Nearly All the Unburned Coal Must Stay in the Ground to Avert Climate Catastrophe

Nearly All the Unburned Coal Must Stay in the Ground to Avert Climate Catastrophe

It’s becoming more and more clear that hobbling the fossil fuel industry and getting the world to decarbonise as rapidly as possible is our best hope at staving off the most catastrophic impacts of warming. A new study finds that we need to keep nearly all the world’s coal reserves and more than half its oil and gas in the ground if we want to keep warming under 1.5 degrees Celsius.

“Dramatic cuts in fossil fuel production are required immediately in order to move towards limiting global heating to 1.5 degrees,” Dan Welsby, the lead author of the report and researcher at University College London, said at a conference on Tuesday. “But the current and indicated fossil fuel production trajectories globally are moving us in the wrong direction.”

The study, which was published Wednesday in Nature, uses models of global “unburnable” carbon. Those are basically fossil fuels that simply can’t be burned if we want to meet the goals of the Paris Agreement. The models take into account the differences in carbon intensity in fuels in different parts of the world. Canada’s tar sands, for instance, have a much bigger carbon footprint than other types of fuels.

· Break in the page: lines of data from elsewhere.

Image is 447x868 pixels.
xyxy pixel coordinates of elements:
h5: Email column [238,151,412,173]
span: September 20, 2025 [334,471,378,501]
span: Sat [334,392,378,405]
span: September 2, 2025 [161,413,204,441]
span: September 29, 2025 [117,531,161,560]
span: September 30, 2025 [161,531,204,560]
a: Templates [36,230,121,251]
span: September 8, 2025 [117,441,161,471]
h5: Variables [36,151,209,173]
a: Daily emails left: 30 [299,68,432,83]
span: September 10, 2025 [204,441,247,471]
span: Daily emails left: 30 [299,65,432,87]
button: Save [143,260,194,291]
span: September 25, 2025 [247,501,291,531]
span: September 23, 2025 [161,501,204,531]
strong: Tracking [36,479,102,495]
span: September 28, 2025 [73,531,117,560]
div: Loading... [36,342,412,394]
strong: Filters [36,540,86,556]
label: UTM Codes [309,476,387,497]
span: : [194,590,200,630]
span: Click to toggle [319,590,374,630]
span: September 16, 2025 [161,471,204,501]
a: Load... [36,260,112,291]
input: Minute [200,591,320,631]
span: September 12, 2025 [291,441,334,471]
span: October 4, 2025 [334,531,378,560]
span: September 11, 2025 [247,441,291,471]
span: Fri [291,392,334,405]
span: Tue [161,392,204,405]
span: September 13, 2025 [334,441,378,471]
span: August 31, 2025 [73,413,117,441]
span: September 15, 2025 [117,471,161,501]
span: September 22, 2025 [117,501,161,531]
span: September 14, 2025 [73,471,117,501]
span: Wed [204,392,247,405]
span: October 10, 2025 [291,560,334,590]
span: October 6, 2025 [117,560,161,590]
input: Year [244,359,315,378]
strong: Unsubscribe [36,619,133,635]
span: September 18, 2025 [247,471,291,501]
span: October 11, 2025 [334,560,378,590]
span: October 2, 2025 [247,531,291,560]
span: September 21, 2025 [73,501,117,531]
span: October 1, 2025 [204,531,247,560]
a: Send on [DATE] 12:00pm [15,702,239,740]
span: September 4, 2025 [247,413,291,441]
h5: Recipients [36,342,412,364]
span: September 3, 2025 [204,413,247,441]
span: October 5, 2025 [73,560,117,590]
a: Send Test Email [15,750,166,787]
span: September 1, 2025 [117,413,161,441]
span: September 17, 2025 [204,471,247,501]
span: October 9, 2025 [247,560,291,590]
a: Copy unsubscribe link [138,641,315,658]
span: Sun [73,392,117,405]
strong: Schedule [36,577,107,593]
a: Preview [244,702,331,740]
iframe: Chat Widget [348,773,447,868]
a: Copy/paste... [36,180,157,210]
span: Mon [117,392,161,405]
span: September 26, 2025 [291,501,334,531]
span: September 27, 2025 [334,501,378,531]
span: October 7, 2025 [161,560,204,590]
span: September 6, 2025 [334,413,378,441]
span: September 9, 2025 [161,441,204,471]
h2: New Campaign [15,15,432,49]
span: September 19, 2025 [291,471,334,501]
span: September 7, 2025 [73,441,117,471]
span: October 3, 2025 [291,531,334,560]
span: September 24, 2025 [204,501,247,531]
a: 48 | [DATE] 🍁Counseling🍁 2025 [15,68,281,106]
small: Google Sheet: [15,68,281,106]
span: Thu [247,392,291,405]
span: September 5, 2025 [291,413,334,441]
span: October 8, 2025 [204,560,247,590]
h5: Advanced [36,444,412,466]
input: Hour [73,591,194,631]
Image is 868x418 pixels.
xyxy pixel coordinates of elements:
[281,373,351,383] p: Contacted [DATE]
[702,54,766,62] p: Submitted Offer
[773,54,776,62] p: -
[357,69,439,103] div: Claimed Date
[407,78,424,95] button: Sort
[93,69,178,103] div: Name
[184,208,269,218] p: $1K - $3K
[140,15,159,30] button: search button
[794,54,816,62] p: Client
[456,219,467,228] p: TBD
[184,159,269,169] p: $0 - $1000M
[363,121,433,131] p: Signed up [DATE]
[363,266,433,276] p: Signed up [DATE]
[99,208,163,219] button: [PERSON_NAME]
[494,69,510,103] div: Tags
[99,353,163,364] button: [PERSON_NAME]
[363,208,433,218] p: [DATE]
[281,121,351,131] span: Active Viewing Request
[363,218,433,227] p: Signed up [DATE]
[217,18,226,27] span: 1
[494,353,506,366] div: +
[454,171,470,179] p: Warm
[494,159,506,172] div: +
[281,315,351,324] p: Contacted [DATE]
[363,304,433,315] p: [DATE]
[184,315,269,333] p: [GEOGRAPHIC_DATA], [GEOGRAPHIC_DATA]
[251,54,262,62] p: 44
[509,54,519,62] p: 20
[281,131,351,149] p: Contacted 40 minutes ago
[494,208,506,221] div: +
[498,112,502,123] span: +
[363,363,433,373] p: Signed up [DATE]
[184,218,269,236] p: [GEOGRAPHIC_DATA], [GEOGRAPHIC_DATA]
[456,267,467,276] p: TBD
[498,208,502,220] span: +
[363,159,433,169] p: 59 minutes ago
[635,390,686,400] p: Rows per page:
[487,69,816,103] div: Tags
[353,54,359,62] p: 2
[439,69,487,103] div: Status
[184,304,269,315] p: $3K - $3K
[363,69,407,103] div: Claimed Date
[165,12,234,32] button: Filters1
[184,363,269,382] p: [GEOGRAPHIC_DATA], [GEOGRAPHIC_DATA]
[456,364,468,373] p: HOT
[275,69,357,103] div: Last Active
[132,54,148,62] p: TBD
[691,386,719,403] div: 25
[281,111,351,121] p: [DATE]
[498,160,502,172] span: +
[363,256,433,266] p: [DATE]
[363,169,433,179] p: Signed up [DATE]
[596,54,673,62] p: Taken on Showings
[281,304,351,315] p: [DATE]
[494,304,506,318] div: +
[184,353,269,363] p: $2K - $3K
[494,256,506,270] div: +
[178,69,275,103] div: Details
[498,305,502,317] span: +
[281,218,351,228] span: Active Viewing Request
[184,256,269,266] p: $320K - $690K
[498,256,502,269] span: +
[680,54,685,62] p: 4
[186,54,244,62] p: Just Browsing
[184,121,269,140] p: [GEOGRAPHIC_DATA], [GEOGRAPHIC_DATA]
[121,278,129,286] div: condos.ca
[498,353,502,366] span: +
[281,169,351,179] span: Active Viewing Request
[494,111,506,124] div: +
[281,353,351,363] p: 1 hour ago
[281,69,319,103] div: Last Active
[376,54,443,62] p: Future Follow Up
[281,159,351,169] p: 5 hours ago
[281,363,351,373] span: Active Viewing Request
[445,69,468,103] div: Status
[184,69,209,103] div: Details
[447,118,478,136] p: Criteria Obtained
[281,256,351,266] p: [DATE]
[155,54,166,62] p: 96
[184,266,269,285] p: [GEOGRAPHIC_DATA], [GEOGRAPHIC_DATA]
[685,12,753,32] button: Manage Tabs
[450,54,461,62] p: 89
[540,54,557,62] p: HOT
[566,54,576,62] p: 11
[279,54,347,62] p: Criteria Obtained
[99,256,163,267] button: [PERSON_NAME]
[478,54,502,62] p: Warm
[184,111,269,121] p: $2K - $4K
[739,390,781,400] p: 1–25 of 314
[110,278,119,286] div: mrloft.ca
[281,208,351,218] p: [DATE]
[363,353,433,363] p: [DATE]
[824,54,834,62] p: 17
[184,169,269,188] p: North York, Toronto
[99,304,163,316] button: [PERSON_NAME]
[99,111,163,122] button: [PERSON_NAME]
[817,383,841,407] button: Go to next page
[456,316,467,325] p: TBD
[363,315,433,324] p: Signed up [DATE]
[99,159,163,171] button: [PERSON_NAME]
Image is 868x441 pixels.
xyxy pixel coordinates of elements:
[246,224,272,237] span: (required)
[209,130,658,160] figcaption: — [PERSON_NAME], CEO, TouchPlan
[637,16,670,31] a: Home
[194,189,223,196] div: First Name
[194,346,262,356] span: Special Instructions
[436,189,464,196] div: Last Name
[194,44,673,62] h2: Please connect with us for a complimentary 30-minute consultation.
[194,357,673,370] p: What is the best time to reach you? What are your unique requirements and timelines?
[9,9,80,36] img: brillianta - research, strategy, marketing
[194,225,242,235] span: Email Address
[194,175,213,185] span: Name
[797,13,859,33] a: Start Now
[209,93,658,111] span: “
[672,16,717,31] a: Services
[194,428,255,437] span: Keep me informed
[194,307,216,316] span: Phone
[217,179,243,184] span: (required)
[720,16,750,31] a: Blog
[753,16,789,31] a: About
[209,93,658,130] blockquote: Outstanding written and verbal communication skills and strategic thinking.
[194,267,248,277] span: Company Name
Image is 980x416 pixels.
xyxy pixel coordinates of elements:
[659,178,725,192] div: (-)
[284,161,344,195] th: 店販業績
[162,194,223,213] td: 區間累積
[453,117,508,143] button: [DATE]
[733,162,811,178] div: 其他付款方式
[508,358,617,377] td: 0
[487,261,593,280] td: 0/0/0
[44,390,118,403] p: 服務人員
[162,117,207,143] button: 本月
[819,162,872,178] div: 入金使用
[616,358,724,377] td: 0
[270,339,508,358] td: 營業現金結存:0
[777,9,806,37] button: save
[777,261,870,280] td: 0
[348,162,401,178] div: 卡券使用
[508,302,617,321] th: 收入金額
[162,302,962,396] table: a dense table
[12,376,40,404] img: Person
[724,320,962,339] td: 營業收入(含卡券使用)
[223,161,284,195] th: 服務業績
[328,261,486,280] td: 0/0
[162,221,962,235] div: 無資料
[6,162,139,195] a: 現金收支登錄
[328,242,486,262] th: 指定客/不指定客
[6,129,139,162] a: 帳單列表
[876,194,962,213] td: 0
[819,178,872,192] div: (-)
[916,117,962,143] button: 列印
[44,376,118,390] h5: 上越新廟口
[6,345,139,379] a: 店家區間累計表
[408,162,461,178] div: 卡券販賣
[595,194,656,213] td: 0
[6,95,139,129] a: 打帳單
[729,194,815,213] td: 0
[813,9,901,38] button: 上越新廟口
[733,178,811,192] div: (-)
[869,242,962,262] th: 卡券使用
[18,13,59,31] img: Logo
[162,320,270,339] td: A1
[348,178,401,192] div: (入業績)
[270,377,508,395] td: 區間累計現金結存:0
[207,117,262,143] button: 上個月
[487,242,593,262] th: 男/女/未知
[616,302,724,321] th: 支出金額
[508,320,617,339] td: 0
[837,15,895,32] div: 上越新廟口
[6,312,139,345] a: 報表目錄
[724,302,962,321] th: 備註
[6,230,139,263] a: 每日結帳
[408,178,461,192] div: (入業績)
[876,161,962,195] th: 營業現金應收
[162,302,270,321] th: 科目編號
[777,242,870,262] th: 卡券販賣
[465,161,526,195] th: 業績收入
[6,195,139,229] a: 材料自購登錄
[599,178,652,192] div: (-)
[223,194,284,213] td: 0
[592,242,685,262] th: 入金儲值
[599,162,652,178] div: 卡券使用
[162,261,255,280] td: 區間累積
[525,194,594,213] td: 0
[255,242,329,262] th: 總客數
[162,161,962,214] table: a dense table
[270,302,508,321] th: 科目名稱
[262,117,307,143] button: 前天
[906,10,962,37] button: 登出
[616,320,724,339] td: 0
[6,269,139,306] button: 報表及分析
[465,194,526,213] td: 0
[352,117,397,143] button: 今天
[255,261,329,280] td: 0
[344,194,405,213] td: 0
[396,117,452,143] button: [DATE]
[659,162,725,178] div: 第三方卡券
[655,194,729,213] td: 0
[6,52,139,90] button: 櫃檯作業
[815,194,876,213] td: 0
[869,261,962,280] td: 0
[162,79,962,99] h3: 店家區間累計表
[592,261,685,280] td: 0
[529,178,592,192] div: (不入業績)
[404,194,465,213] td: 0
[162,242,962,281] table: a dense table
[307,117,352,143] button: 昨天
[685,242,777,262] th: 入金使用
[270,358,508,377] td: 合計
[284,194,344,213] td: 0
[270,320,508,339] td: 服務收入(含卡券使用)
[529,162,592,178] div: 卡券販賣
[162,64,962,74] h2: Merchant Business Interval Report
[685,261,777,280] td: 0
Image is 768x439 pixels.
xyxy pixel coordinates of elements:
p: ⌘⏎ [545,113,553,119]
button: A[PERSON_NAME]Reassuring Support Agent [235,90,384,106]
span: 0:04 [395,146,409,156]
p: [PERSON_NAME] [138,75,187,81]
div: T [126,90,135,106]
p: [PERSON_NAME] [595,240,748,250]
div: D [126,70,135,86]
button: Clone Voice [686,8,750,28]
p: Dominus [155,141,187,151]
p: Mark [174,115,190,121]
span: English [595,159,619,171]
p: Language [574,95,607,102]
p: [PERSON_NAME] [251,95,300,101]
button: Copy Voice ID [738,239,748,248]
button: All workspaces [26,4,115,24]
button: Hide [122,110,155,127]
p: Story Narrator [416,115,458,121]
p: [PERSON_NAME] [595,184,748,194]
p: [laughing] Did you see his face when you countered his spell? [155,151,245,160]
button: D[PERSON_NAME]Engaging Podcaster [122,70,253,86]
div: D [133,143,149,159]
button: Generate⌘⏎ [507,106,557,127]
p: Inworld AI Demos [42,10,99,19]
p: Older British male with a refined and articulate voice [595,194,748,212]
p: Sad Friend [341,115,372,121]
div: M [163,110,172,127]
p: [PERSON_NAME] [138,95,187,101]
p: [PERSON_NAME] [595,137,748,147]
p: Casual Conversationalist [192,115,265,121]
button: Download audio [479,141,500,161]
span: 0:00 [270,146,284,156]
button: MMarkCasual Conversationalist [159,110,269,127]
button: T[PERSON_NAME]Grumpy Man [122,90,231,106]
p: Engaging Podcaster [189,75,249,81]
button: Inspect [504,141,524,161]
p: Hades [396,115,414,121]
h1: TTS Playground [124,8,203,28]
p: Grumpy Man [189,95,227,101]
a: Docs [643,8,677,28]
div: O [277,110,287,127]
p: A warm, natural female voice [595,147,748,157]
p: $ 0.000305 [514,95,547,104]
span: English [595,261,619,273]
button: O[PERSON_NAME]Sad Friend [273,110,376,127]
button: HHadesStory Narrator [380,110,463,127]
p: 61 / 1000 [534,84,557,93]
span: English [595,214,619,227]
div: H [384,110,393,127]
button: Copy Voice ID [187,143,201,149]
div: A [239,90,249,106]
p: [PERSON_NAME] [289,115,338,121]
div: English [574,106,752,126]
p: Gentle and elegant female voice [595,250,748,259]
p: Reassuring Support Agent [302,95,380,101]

The research is actually an update of a similar study done in 2015, right before the world met in Paris to hammer out details for the international agreement. In that study, researchers looked at what would be needed to keep warming under 2 degrees Celsius (3.6 degrees Fahrenheit), finding that 80% of coal, 30% of oil, and 50% of gas needed to be kept in the ground to keep heating below that threshold that eventually became enshrined in the Paris Agreement. In addition, the agreement also included the 1.5-degree-Celsius target as a more ambitious goal that also happens to be life and death for many small island nations.

The new numbers in this updated study are pretty stark. Of the coal still in the ground around the world, a whopping 90% needs to stay there if we want to keep warming under the 1.5-degree-Celsius threshold. Almost 60% of the world’s oil and gas reserves, meanwhile, also needs to be kept in the ground. Overall, the study found that global production needs to go down by a rate of around 3% per year through 2050.

And because different areas of the world have different intensities of carbon in the reserves of fuel they still have in the ground, each region has a different homework assignment, so to speak, in terms of making sure the world doesn’t burn to a crisp. Canada has a huge job on its hands in wrangling in the oil industry: The study found 83% of its oil reserves, including 84% of tar sands, need to stay in the ground.

Meanwhile, the Middle East’s oil target is closer to the 60% global average. But that number being lower than Canada’s doesn’t mean the region won’t feel the squeeze as much; on the contrary, the study warns of “huge transition risks” for countries with economies solely focused on fossil fuel extraction.

The conclusions in this study echo the growing consensus among experts that we need to get the world off dirty fuels as quickly as possible. Earlier this year, the International Energy Agency said that fossil fuel production needs to peak next year if we want to stick that 1.5-degree-Celsius target. This study gives a similar, if even more stringent, mandate: Global fossil fuel production overall technically should have peaked last year to keep us on track with the Paris Agreement targets.

Oil production specifically has a little bit more wiggle room. The peak should be 2025, the study found, while gas’s peak depends on location. Regardless of the dates, the decline of fossil fuels needs to be nigh. Yet the industry is pursuing expansion aggressively, and there remains a so-called “production gap” with the world producing more fossil fuels than what’s safe. But as the new study shows ,dramatic changes need to happen — and soon.